Herbie Hancock Remembers Jack DeJohnette

 


Forever in our hearts, Jack DeJohnette, one of the greatest jazz drummers of all-time.  

From Bret "Jazz Video Guy" Primack.

"Chan's Song" (Hancock). Herbie Hancock, piano; Christian McBride, bass and Jack Dejohnette on drums.

Herbie Hancock and Jack DeJohnette share a musical relationship built on deep listening, fearless improvisation, and mutual respect for exploration. They never formed a permanent band together, but across decades they intersected at key moments that reveal how two master musicians expand each other’s horizons.

Early Intersections (1968–1970)

Their first major collaboration came in the late 1960s, when both were moving beyond traditional post-bop forms. Hancock, recently out of Miles Davis’s Second Great Quintet, was experimenting with electric keyboards and freer harmony. DeJohnette, having played with Charles Lloyd and then Miles himself, was redefining jazz drumming—combining swing, rock pulse, and open texture.

They worked together on The Prisoner (1969) and Fat Albert Rotunda (1969), where DeJohnette’s loose, melodic drumming gave Hancock’s writing extra dimension. The feel was elastic: time implied, not dictated.

Mwandishi Years (1970–1972)

DeJohnette was central to the birth of Hancock’s Mwandishi sextet sound, even if only briefly onstage. The group aimed for collective improvisation shaped by electronics and African rhythm. Both men treated rhythm and harmony as landscapes, not grids. DeJohnette’s sense of pulse—fluid yet propulsive—matched Hancock’s harmonic risk-taking. They shared the belief that swing could exist in free time.

Parallel Evolution (1970s–1990s)

They moved in parallel paths through fusion, funk, and acoustic revivals. Hancock’s Headhunters era and DeJohnette’s Directions and Special Edition groups show similar aims: blending groove with freedom. They reconnected often onstage—Hancock sitting in with DeJohnette’s ensembles, DeJohnette joining Hancock’s projects, both meeting at festivals and all-star sessions.

Each time, the chemistry remained: Hancock’s phrasing invites space; DeJohnette listens and paints around it instead of driving through it.

Later Collaborations (2000s–2010s)

They performed duo and trio concerts, especially in the 2000s, exploring standards and spontaneous composition. On those dates, DeJohnette’s touch—brushes, cymbal color, barely-there snare accents—lets Hancock float, then surge. Their interplay feels conversational, not hierarchical.

Essence of the Relationship

• Both treat improvisation as spiritual practice rather than display.
• Both dissolve boundaries between rhythm and melody.
• Each trusts silence as much as sound.
• Each anticipates the other’s motion; they don’t accompany, they co-compose in real time.

In sum, Herbie Hancock and Jack DeJohnette’s relationship is less about specific albums and more about shared philosophy. They are architects of flow—two musicians who learned from Miles Davis that freedom without empathy is chaos, and empathy without courage is dull. When they play together, you hear balance: intellect and intuition, structure and release, sound and stillness.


_What the exercise asks_. Print every entry, word for word, and skip the images.

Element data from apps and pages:
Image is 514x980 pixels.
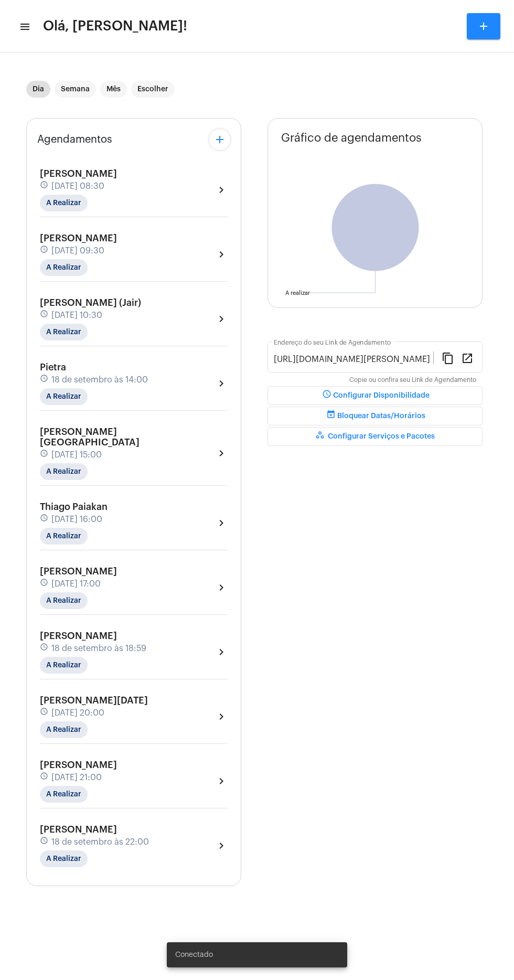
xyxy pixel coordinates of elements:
[39,180,49,192] mat-icon: schedule
[39,363,66,372] span: Pietra
[39,592,88,609] mat-chip: A Realizar
[460,352,473,364] mat-icon: open_in_new
[37,134,112,145] span: Agendamentos
[39,722,88,738] mat-chip: A Realizar
[51,708,104,718] span: [DATE] 20:00
[39,695,148,705] span: [PERSON_NAME][DATE]
[39,514,49,525] mat-icon: schedule
[321,392,430,399] span: Configurar Disponibilidade
[51,311,102,320] span: [DATE] 10:30
[39,579,49,590] mat-icon: schedule
[285,290,310,296] text: A realizar
[131,81,174,97] mat-chip: Escolher
[215,646,227,658] mat-icon: chevron_right
[39,463,88,480] mat-chip: A Realizar
[39,388,88,405] mat-chip: A Realizar
[51,514,102,524] span: [DATE] 16:00
[39,233,117,243] span: [PERSON_NAME]
[213,134,226,146] mat-icon: add
[215,839,227,852] mat-icon: chevron_right
[325,413,425,420] span: Bloquear Datas/Horários
[51,579,100,589] span: [DATE] 17:00
[39,567,117,576] span: [PERSON_NAME]
[281,132,422,145] span: Gráfico de agendamentos
[39,502,107,511] span: Thiago Paiakan
[215,775,227,787] mat-icon: chevron_right
[268,406,482,425] button: Bloquear Datas/Horários
[39,824,117,834] span: [PERSON_NAME]
[39,245,49,257] mat-icon: schedule
[215,248,227,261] mat-icon: chevron_right
[175,949,213,960] span: Conectado
[39,786,88,803] mat-chip: A Realizar
[39,657,88,673] mat-chip: A Realizar
[268,427,482,446] button: Configurar Serviços e Pacotes
[39,427,140,447] span: [PERSON_NAME][GEOGRAPHIC_DATA]
[268,386,482,405] button: Configurar Disponibilidade
[215,313,227,326] mat-icon: chevron_right
[39,643,49,654] mat-icon: schedule
[43,18,187,35] span: Olá, [PERSON_NAME]!
[39,298,141,307] span: [PERSON_NAME] (Jair)
[39,310,49,321] mat-icon: schedule
[39,194,88,212] mat-chip: A Realizar
[274,355,433,364] input: Link
[325,409,337,422] mat-icon: event_busy
[39,760,117,770] span: [PERSON_NAME]
[39,169,117,179] span: [PERSON_NAME]
[51,773,102,782] span: [DATE] 21:00
[321,390,333,401] mat-icon: schedule
[215,517,227,530] mat-icon: chevron_right
[215,581,227,594] mat-icon: chevron_right
[19,21,29,33] mat-icon: sidenav icon
[39,836,49,848] mat-icon: schedule
[39,771,49,783] mat-icon: schedule
[51,643,146,653] span: 18 de setembro às 18:59
[51,837,149,846] span: 18 de setembro às 22:00
[441,352,454,364] mat-icon: content_copy
[477,20,490,32] mat-icon: add
[39,259,88,276] mat-chip: A Realizar
[39,374,49,386] mat-icon: schedule
[51,246,104,255] span: [DATE] 09:30
[39,449,49,461] mat-icon: schedule
[215,710,227,723] mat-icon: chevron_right
[315,433,434,440] span: Configurar Serviços e Pacotes
[215,447,227,459] mat-icon: chevron_right
[39,707,49,718] mat-icon: schedule
[39,528,88,545] mat-chip: A Realizar
[51,182,104,191] span: [DATE] 08:30
[215,377,227,390] mat-icon: chevron_right
[26,81,51,97] mat-chip: Dia
[39,324,88,341] mat-chip: A Realizar
[100,81,127,97] mat-chip: Mês
[51,375,148,385] span: 18 de setembro às 14:00
[349,377,476,384] mat-hint: Copie ou confira seu Link de Agendamento
[315,430,328,443] mat-icon: workspaces_outlined
[39,631,117,641] span: [PERSON_NAME]
[39,850,88,867] mat-chip: A Realizar
[54,81,96,97] mat-chip: Semana
[51,450,102,459] span: [DATE] 15:00
[215,183,227,196] mat-icon: chevron_right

_Answer section_.
Image is 514x980 pixels.
xyxy pixel coordinates of elements:
[39,180,49,192] mat-icon: schedule
[39,363,66,372] span: Pietra
[39,592,88,609] mat-chip: A Realizar
[460,352,473,364] mat-icon: open_in_new
[37,134,112,145] span: Agendamentos
[39,722,88,738] mat-chip: A Realizar
[51,708,104,718] span: [DATE] 20:00
[39,695,148,705] span: [PERSON_NAME][DATE]
[39,514,49,525] mat-icon: schedule
[321,392,430,399] span: Configurar Disponibilidade
[51,311,102,320] span: [DATE] 10:30
[39,579,49,590] mat-icon: schedule
[285,290,310,296] text: A realizar
[131,81,174,97] mat-chip: Escolher
[215,646,227,658] mat-icon: chevron_right
[39,463,88,480] mat-chip: A Realizar
[39,388,88,405] mat-chip: A Realizar
[51,514,102,524] span: [DATE] 16:00
[39,233,117,243] span: [PERSON_NAME]
[213,134,226,146] mat-icon: add
[215,839,227,852] mat-icon: chevron_right
[325,413,425,420] span: Bloquear Datas/Horários
[51,579,100,589] span: [DATE] 17:00
[39,567,117,576] span: [PERSON_NAME]
[281,132,422,145] span: Gráfico de agendamentos
[39,502,107,511] span: Thiago Paiakan
[215,775,227,787] mat-icon: chevron_right
[268,406,482,425] button: Bloquear Datas/Horários
[39,824,117,834] span: [PERSON_NAME]
[39,245,49,257] mat-icon: schedule
[215,248,227,261] mat-icon: chevron_right
[175,949,213,960] span: Conectado
[39,786,88,803] mat-chip: A Realizar
[39,657,88,673] mat-chip: A Realizar
[268,427,482,446] button: Configurar Serviços e Pacotes
[39,427,140,447] span: [PERSON_NAME][GEOGRAPHIC_DATA]
[268,386,482,405] button: Configurar Disponibilidade
[215,313,227,326] mat-icon: chevron_right
[39,643,49,654] mat-icon: schedule
[43,18,187,35] span: Olá, [PERSON_NAME]!
[39,298,141,307] span: [PERSON_NAME] (Jair)
[39,310,49,321] mat-icon: schedule
[39,194,88,212] mat-chip: A Realizar
[274,355,433,364] input: Link
[325,409,337,422] mat-icon: event_busy
[39,760,117,770] span: [PERSON_NAME]
[39,169,117,179] span: [PERSON_NAME]
[51,773,102,782] span: [DATE] 21:00
[321,390,333,401] mat-icon: schedule
[215,517,227,530] mat-icon: chevron_right
[215,581,227,594] mat-icon: chevron_right
[19,21,29,33] mat-icon: sidenav icon
[39,836,49,848] mat-icon: schedule
[39,771,49,783] mat-icon: schedule
[51,643,146,653] span: 18 de setembro às 18:59
[51,837,149,846] span: 18 de setembro às 22:00
[441,352,454,364] mat-icon: content_copy
[477,20,490,32] mat-icon: add
[39,259,88,276] mat-chip: A Realizar
[39,374,49,386] mat-icon: schedule
[51,246,104,255] span: [DATE] 09:30
[39,449,49,461] mat-icon: schedule
[215,710,227,723] mat-icon: chevron_right
[315,433,434,440] span: Configurar Serviços e Pacotes
[215,447,227,459] mat-icon: chevron_right
[39,707,49,718] mat-icon: schedule
[39,528,88,545] mat-chip: A Realizar
[51,182,104,191] span: [DATE] 08:30
[215,377,227,390] mat-icon: chevron_right
[26,81,51,97] mat-chip: Dia
[39,324,88,341] mat-chip: A Realizar
[100,81,127,97] mat-chip: Mês
[51,375,148,385] span: 18 de setembro às 14:00
[349,377,476,384] mat-hint: Copie ou confira seu Link de Agendamento
[315,430,328,443] mat-icon: workspaces_outlined
[39,631,117,641] span: [PERSON_NAME]
[39,850,88,867] mat-chip: A Realizar
[54,81,96,97] mat-chip: Semana
[51,450,102,459] span: [DATE] 15:00
[215,183,227,196] mat-icon: chevron_right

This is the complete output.